Verifying the Connection
Confirm faz is reachable from your AI assistant or HTTP client and that it sees your databases.
After wiring up an integration, three quick checks confirm that faz is reachable and sees the right databases. Run them in order; each one only matters if the previous one passed.
If a check fails, the linked troubleshooting page has the next steps.
1. Confirm faz itself works
Before involving any client, make sure faz can read faz.yaml and connect to your databases.

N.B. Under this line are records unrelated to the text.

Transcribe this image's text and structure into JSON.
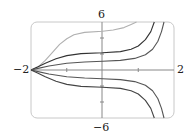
{
  "chart_data": {
    "type": "line",
    "title": "",
    "xlabel": "",
    "ylabel": "",
    "xlim": [
      -2,
      2
    ],
    "ylim": [
      -6,
      6
    ],
    "grid": false,
    "legend": null,
    "tick_labels": {
      "x_min": "−2",
      "x_max": "2",
      "y_max": "6",
      "y_min": "−6"
    },
    "annotations": [],
    "series": [
      {
        "name": "curve-1",
        "color": "#b0b0b0",
        "points": [
          [
            -2,
            0
          ],
          [
            -1.8,
            0.4
          ],
          [
            -1.6,
            1.2
          ],
          [
            -1.4,
            2.2
          ],
          [
            -1.2,
            3.2
          ],
          [
            -1.0,
            3.9
          ],
          [
            -0.8,
            4.4
          ],
          [
            -0.5,
            4.7
          ],
          [
            0,
            4.85
          ],
          [
            0.3,
            5.0
          ],
          [
            0.6,
            5.3
          ],
          [
            0.8,
            5.7
          ],
          [
            0.95,
            6
          ]
        ]
      },
      {
        "name": "curve-2",
        "color": "#333333",
        "points": [
          [
            -2,
            0
          ],
          [
            -1.8,
            0.4
          ],
          [
            -1.6,
            0.85
          ],
          [
            -1.3,
            1.4
          ],
          [
            -1.0,
            1.8
          ],
          [
            -0.6,
            2.05
          ],
          [
            0,
            2.15
          ],
          [
            0.5,
            2.3
          ],
          [
            0.8,
            2.6
          ],
          [
            1.0,
            3.0
          ],
          [
            1.2,
            3.8
          ],
          [
            1.35,
            4.8
          ],
          [
            1.45,
            6
          ]
        ]
      },
      {
        "name": "curve-3",
        "color": "#555555",
        "points": [
          [
            -2,
            0
          ],
          [
            -1.8,
            0.2
          ],
          [
            -1.5,
            0.5
          ],
          [
            -1.0,
            0.85
          ],
          [
            -0.5,
            1.0
          ],
          [
            0,
            1.1
          ],
          [
            0.5,
            1.2
          ],
          [
            0.9,
            1.45
          ],
          [
            1.2,
            1.9
          ],
          [
            1.4,
            2.6
          ],
          [
            1.55,
            3.6
          ],
          [
            1.65,
            4.8
          ],
          [
            1.72,
            6
          ]
        ]
      },
      {
        "name": "curve-4",
        "color": "#555555",
        "points": [
          [
            -2,
            0
          ],
          [
            -1.8,
            -0.2
          ],
          [
            -1.5,
            -0.5
          ],
          [
            -1.0,
            -0.85
          ],
          [
            -0.5,
            -1.0
          ],
          [
            0,
            -1.1
          ],
          [
            0.5,
            -1.2
          ],
          [
            0.9,
            -1.45
          ],
          [
            1.2,
            -1.9
          ],
          [
            1.4,
            -2.6
          ],
          [
            1.55,
            -3.6
          ],
          [
            1.65,
            -4.8
          ],
          [
            1.72,
            -6
          ]
        ]
      },
      {
        "name": "curve-5",
        "color": "#444444",
        "points": [
          [
            -2,
            0
          ],
          [
            -1.8,
            -0.4
          ],
          [
            -1.6,
            -0.85
          ],
          [
            -1.3,
            -1.4
          ],
          [
            -1.0,
            -1.8
          ],
          [
            -0.6,
            -2.05
          ],
          [
            0,
            -2.15
          ],
          [
            0.5,
            -2.3
          ],
          [
            0.8,
            -2.6
          ],
          [
            1.0,
            -3.0
          ],
          [
            1.2,
            -3.8
          ],
          [
            1.35,
            -4.8
          ],
          [
            1.45,
            -6
          ]
        ]
      },
      {
        "name": "x-axis-line",
        "color": "#666666",
        "points": [
          [
            -2,
            0
          ],
          [
            2,
            0
          ]
        ]
      }
    ]
  }
}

faz policyuv run faz policypython -m faz policyExpected output: a non-empty permission tree, grouped by database. If you see (no permissions loaded — check faz.yaml), the YAML didn't parse — fix that first. Common issues are documented on Connection failed.
Then:
faz testuv run faz testpython -m faz testRuns four probes per configured database (reachable, read, write, DDL) and prints ✓ / ✗. A clean install with one read-only Postgres looks like:
✓ list_databases — 1 configured
Per-DB safety probes (1 configured)
<database> (postgresql) — policy: R
✓ reachable — 18 tables
✓ read on '<table>' (allowed) — allowed
✓ write blocked (target=faz_synthetic_does_not_exist) — at RBAC_GATE
✓ DDL blocked (target=faz_synthetic_does_not_exist) — at RBAC_GATE
4/4 probes passed.If reachable is ✗, faz couldn't open the connection. See Connection failed.
2. Confirm the MCP path (for MCP clients)

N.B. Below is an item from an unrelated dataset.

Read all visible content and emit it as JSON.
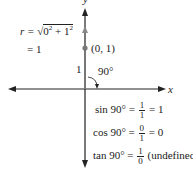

Quickest test: ask the assistant directly.
What databases do you have access to?
If the assistant replies with the right databases — the same names that appeared in faz policy — the MCP wire-up works. You're done.

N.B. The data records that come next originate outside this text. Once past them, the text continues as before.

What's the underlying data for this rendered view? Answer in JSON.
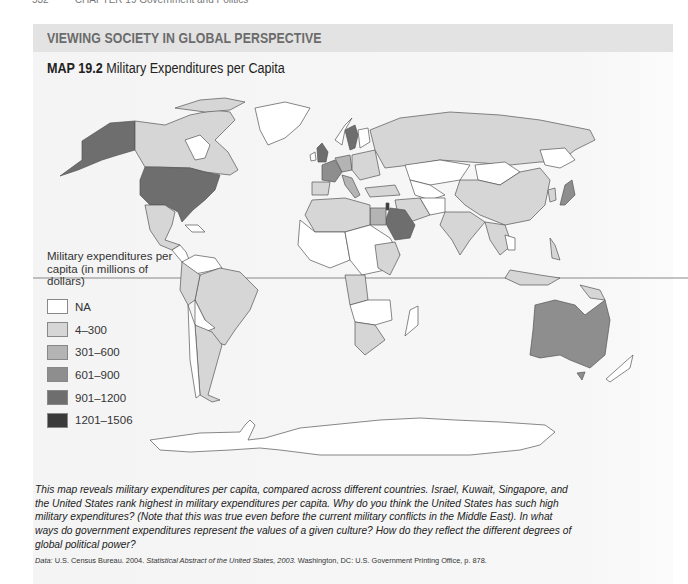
{
  "running_head": {
    "page": "532",
    "chapter": "CHAPTER 19 Government and Politics"
  },
  "panel": {
    "band_label": "VIEWING SOCIETY IN GLOBAL PERSPECTIVE",
    "map_number": "MAP 19.2",
    "map_title": "Military Expenditures per Capita"
  },
  "legend": {
    "title": "Military expenditures per capita (in millions of dollars)",
    "items": [
      {
        "label": "NA",
        "color": "#ffffff"
      },
      {
        "label": "4–300",
        "color": "#d6d6d6"
      },
      {
        "label": "301–600",
        "color": "#b4b4b4"
      },
      {
        "label": "601–900",
        "color": "#8e8e8e"
      },
      {
        "label": "901–1200",
        "color": "#6e6e6e"
      },
      {
        "label": "1201–1506",
        "color": "#3a3a3a"
      }
    ]
  },
  "map_regions": {
    "united_states": "901–1200",
    "alaska": "901–1200",
    "canada": "4–300",
    "mexico": "4–300",
    "greenland": "NA",
    "south_america_brazil": "4–300",
    "argentina": "4–300",
    "bolivia": "NA",
    "united_kingdom": "901–1200",
    "france": "601–900",
    "sweden": "901–1200",
    "russia": "4–300",
    "china": "4–300",
    "mongolia": "NA",
    "kazakhstan": "NA",
    "india": "4–300",
    "japan": "601–900",
    "saudi_arabia": "901–1200",
    "israel": "1201–1506",
    "egypt": "301–600",
    "australia": "601–900",
    "south_africa": "4–300",
    "antarctica": "NA"
  },
  "caption": "This map reveals military expenditures per capita, compared across different countries. Israel, Kuwait, Singapore, and the United States rank highest in military expenditures per capita. Why do you think the United States has such high military expenditures? (Note that this was true even before the current military conflicts in the Middle East). In what ways do government expenditures represent the values of a given culture? How do they reflect the different degrees of global political power?",
  "source": {
    "prefix": "Data:",
    "author": "U.S. Census Bureau. 2004.",
    "title": "Statistical Abstract of the United States, 2003.",
    "rest": "Washington, DC: U.S. Government Printing Office, p. 878."
  }
}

If the assistant says it doesn't have any databases, or doesn't know what faz is, or claims it can't reach external tools, the client probably doesn't know about faz. See MCP not loading.
For deeper inspection, find the MCP log file for your client:
- Claude Desktop (macOS):
~/Library/Logs/Claude/mcp-server-faz.log - Claude Desktop (Linux):
~/.config/Claude/logs/mcp-server-faz.log - Claude Desktop (Windows):
%APPDATA%\Claude\logs\mcp-server-faz.log - Cursor: Settings → Output → MCP, or
~/.cursor/logs/ - OpenClaw:
~/.openclaw/logs/mcp.log - Claude Code: stderr from the CLI session, plus
~/.claude/logs/if your version writes them.
You should see a line like faz mcp: server started (or equivalent) at session start. If you see Python tracebacks, faz crashed on launch — the most common cause is FAZ_CONFIG pointing at a path that doesn't exist or doesn't parse.
3. Confirm the REST path (for HTTP clients)
If you're using faz serve rather than MCP:
curl http://localhost:8787/v1/healthExpected:
{ "status": "ok", "version": "0.1.0", "databases_connected": 1 }If databases_connected is 0, the HTTP server is running but no connectors initialised successfully. Check the faz serve stdout for connector startup errors.
Then:
curl http://localhost:8787/v1/databases | jq '.databases[] | {name, reachable, error}'Each database shows reachable: true or reachable: false. Failed ones include the underlying connection error in error.
A live end-to-end check:
curl -X POST http://localhost:8787/v1/query/simple \
-H 'Content-Type: application/json' \
-d '{
"database": "<database>",
"table": "<table>",
"query": "SELECT 1 AS ping"
}' | jq .statusShould print "ok". If it prints "blocked", your permissions: block is denying the read — see Permissions.
What "verified" means
After all three checks pass:
- faz reads
faz.yaml, knows about your databases, and can connect to them. - Your client (MCP or HTTP) can spawn or reach faz.
- The four MCP tools (or six REST endpoints) are callable.
- The safety pipeline runs on every query.
You can now use the assistant or your custom client. Anything that breaks beyond this point is at the query level — wrong table name, blocked by a permission, blocked by an injection check — not at the wire-up level.
Related
- Connection failed — when faz can't reach a database.
- MCP not loading — when an MCP client can't find faz.
- Query blocked — when a query reaches faz but is rejected.
- Audit log — see exactly what was attempted, by whom, and what happened.